Integration into an Existing Metal Application

Introduction

This tutorial creates a standalone window, using the basic operating system features: a MetalKit view on OSX.

We create and setup a HOOPS Luminate window so that it can co-exist and render into the same window as our application, using the existing window application context. This illustrates how HOOPS Luminate can be used to enrich an existing application graphics or how it can be used to replace parts of a graphic pipeline.

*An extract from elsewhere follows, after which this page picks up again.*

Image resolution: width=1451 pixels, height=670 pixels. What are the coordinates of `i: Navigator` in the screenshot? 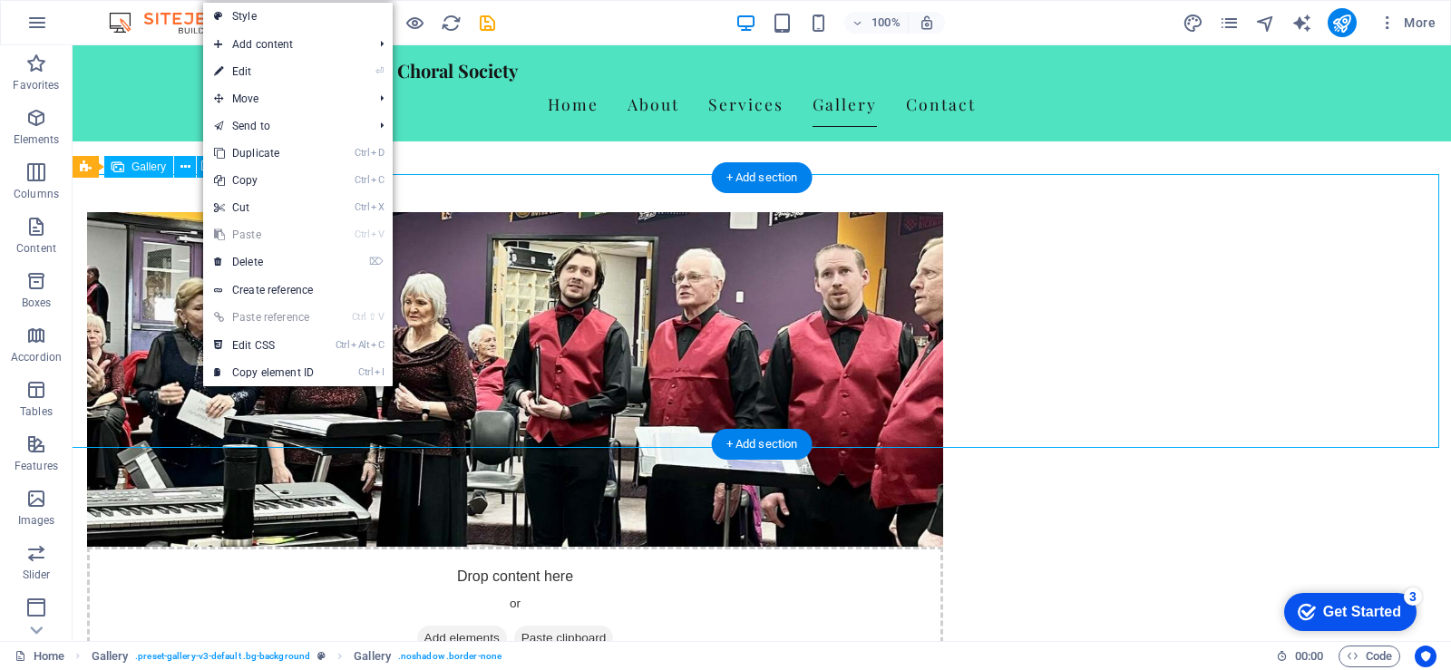 It's located at (1265, 23).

This capability is very important as it allows a smooth integration of HOOPS Luminate into an existing Metal application, without breaking any legacy graphics layer, that could be difficult to rewrite from scratch otherwise.

Adding the HOOPS Luminate Window

The tutorial is divided into 4 steps:

  1. Creation of the OS window

  2. Creation of the MetalKit view

  3. Creation of the HOOPS Luminate window to work in this environment (with a simple scene setup)

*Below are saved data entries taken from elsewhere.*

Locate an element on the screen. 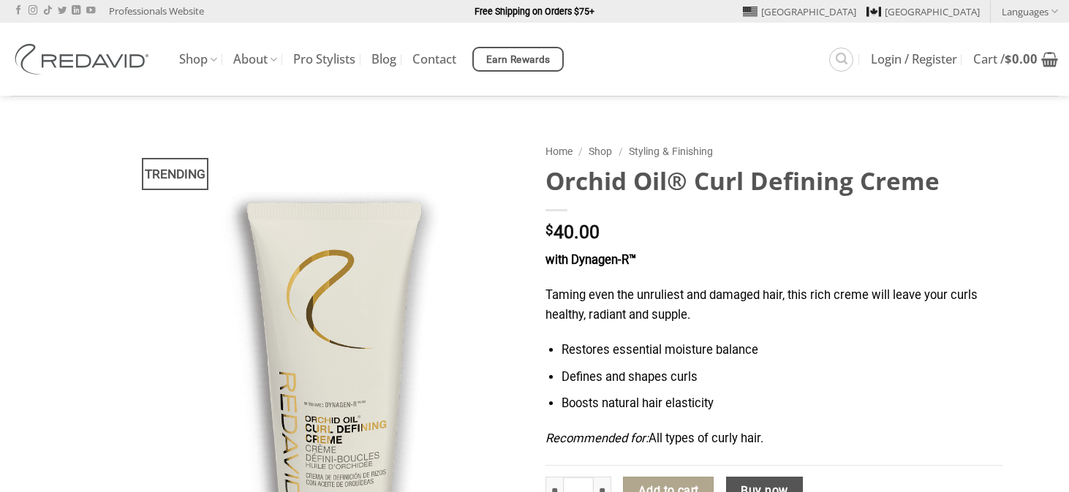 The width and height of the screenshot is (1069, 492). a: Follow on LinkedIn is located at coordinates (76, 11).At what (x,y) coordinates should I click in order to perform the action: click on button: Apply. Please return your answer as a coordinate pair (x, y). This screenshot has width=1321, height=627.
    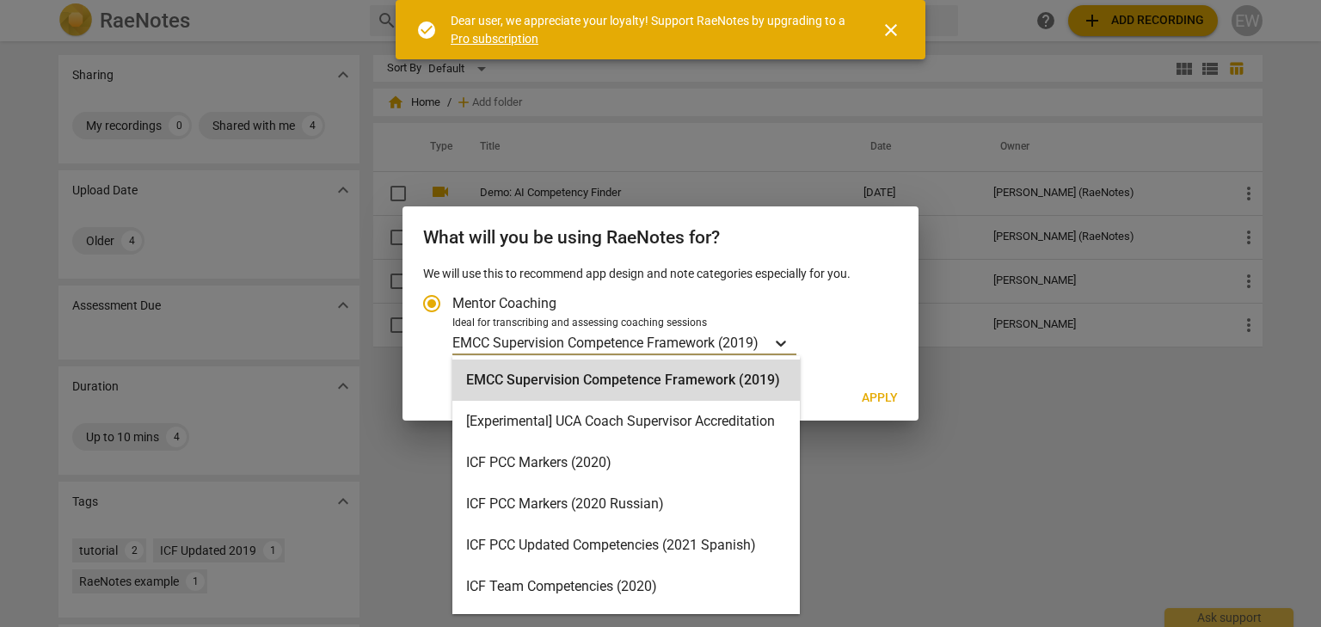
    Looking at the image, I should click on (880, 398).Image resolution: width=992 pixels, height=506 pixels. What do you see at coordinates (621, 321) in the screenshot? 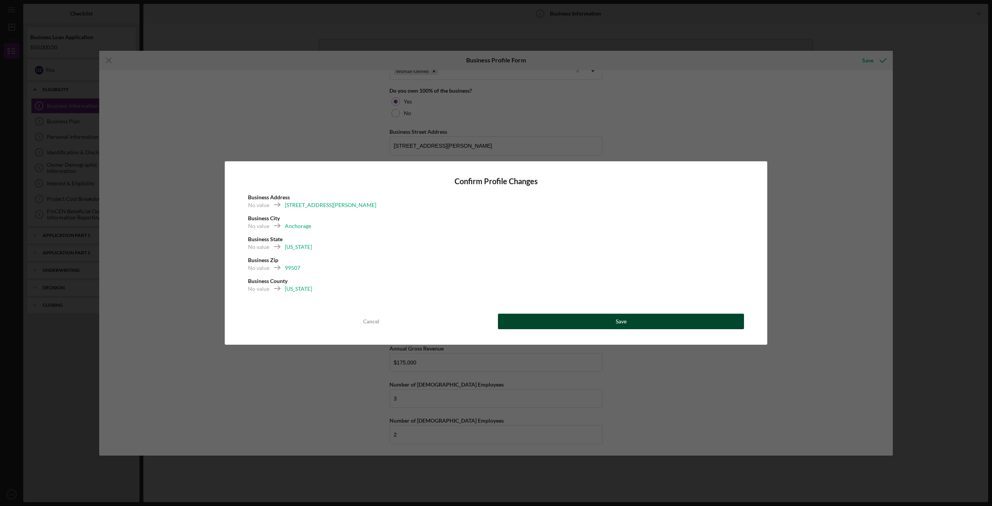
I see `button: Save` at bounding box center [621, 321].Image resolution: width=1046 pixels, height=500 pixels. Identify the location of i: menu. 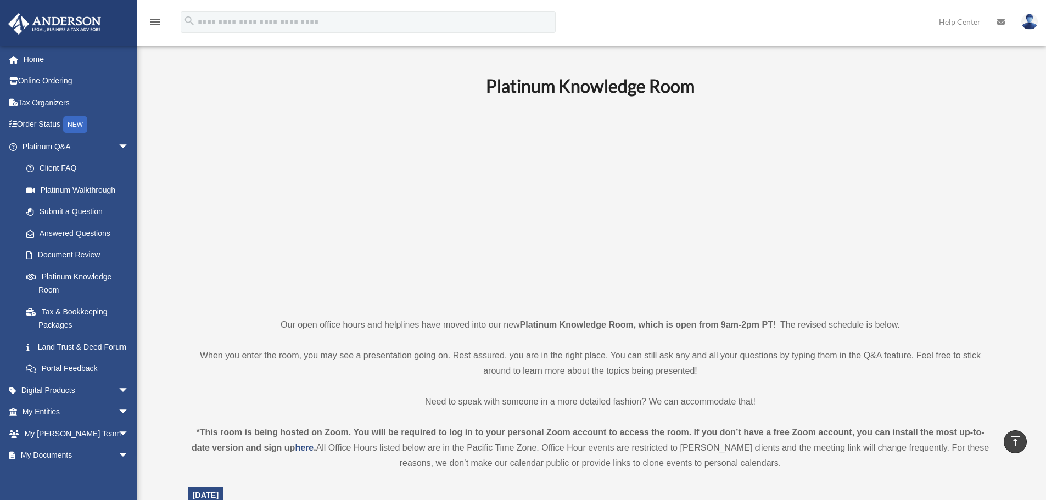
(155, 22).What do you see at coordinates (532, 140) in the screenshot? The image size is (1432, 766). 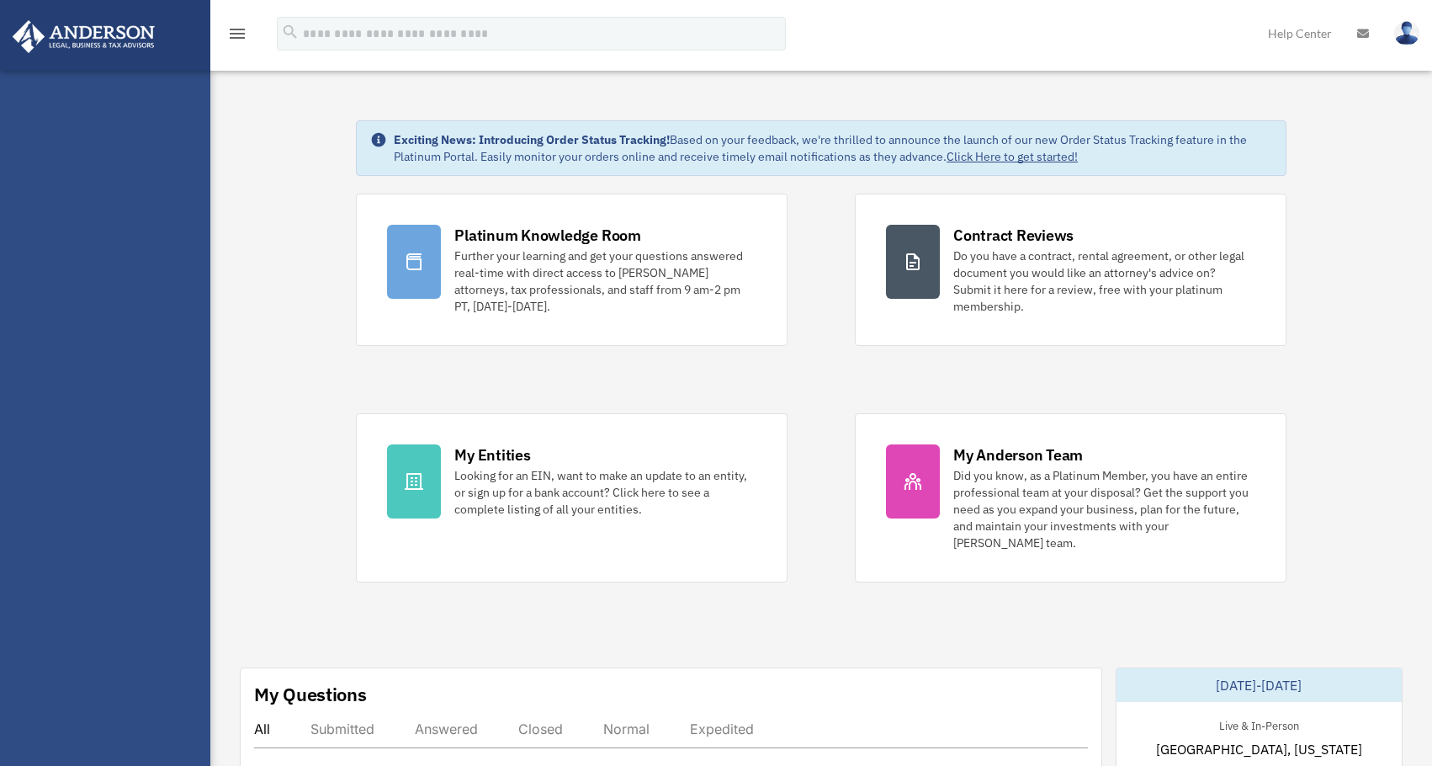 I see `strong: Exciting News: Introducing Order Status Tracking!` at bounding box center [532, 140].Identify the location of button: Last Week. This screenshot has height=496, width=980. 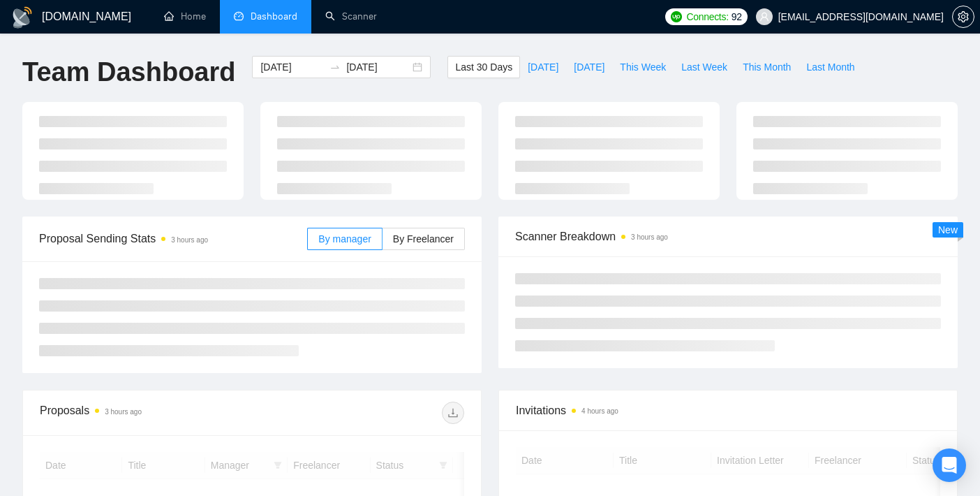
(705, 67).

  4. Rendering of both the original Metal code AND HOOPS Luminate for the same frame

The HOOPS Luminate window uses an auxiliary RED::WindowRenderInfo to source the application Metal parameters: the shared MTLCommandQueue instance.

RED_RC rc;
RED::Object* red_window = NULL;

RED::Object* resmgr = RFK::TutorialApplication::GetResourceManager();
RED::IResourceManager* iresmgr = resmgr->As< RED::IResourceManager >();

RED::WindowRenderInfo winfo;
winfo.SetBufferSwapping( false );
winfo.SetHostingMetalCommandQueue( view.commandQueue );

const int red_window_width  = view.drawableSize.width;
const int red_window_height = view.drawableSize.height;

red_window = RED::Factory::CreateREDWindow( *resmgr, (void*)view, red_window_width, red_window_height, &winfo, rc );

if( !red_window )
    RC_TEST( RED_FAIL );

RC_TEST( rc );

Note that we have chosen to disable the window buffer swapping so that this is the source application that’ll control the window buffer swapping. We also disable any buffer clear from the HOOPS Luminate window’s default VRL, so that we can draw the HOOPS Luminate frame after the application’s own Metal drawing.

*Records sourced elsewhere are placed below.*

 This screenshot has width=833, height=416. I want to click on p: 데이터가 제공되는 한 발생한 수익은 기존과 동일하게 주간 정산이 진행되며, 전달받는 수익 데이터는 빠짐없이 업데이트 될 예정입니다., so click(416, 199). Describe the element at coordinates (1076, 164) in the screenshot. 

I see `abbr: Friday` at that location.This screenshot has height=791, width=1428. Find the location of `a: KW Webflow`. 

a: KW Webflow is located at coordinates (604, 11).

Then, we setup a default scene and here goes the rendering code:

// Draw additional Metal content here

if (hasBeenResized)
{
    RC_ERROR( iwindow->Resize(drawableSize.width, drawableSize.height, iresmgr->GetState()) );
}

RC_ERROR( iresmgr->EndState() );

RC_ERROR( iwindow->SetHostingMetalRenderTarget( rendertarget, self.depthStencilTexture ) );

RC_ERROR( iwindow->FrameDrawing() );

if (self.useCopyAndFlipMetalTexture)
{
    RC_ERROR( iwindow->CopyAndFlipMetalTexture( rendertarget, self.currentDrawable.texture ) );
}
else
{
    // In this case : rendertarget == currentDrawable.texture,
    // content has been drawn to 'currentDrawable.texture', will appear upside-down
}

iresmgr->BeginState();

Before drawing HOOPS Luminate content, we provide the destination rendertarget textures (color and depth+stencil) using RED::IWindow::SetHostingMetalRenderTarget method.

Note

Because of the difference of coordinate systems, content drawn by HOOPS Luminate will appear upside down compared to pure Metal drawn content. We can either draw in an intermediate texture and use RED::IWindow::CopyAndFlipMetalTexture to restore a copy into a final texture, or adapt the Metal drawing to use an MTLViewport with a negative height.

As a result, we have the mix of the application Metal code and HOOPS Luminate scene rendered both in the same color and depth buffers.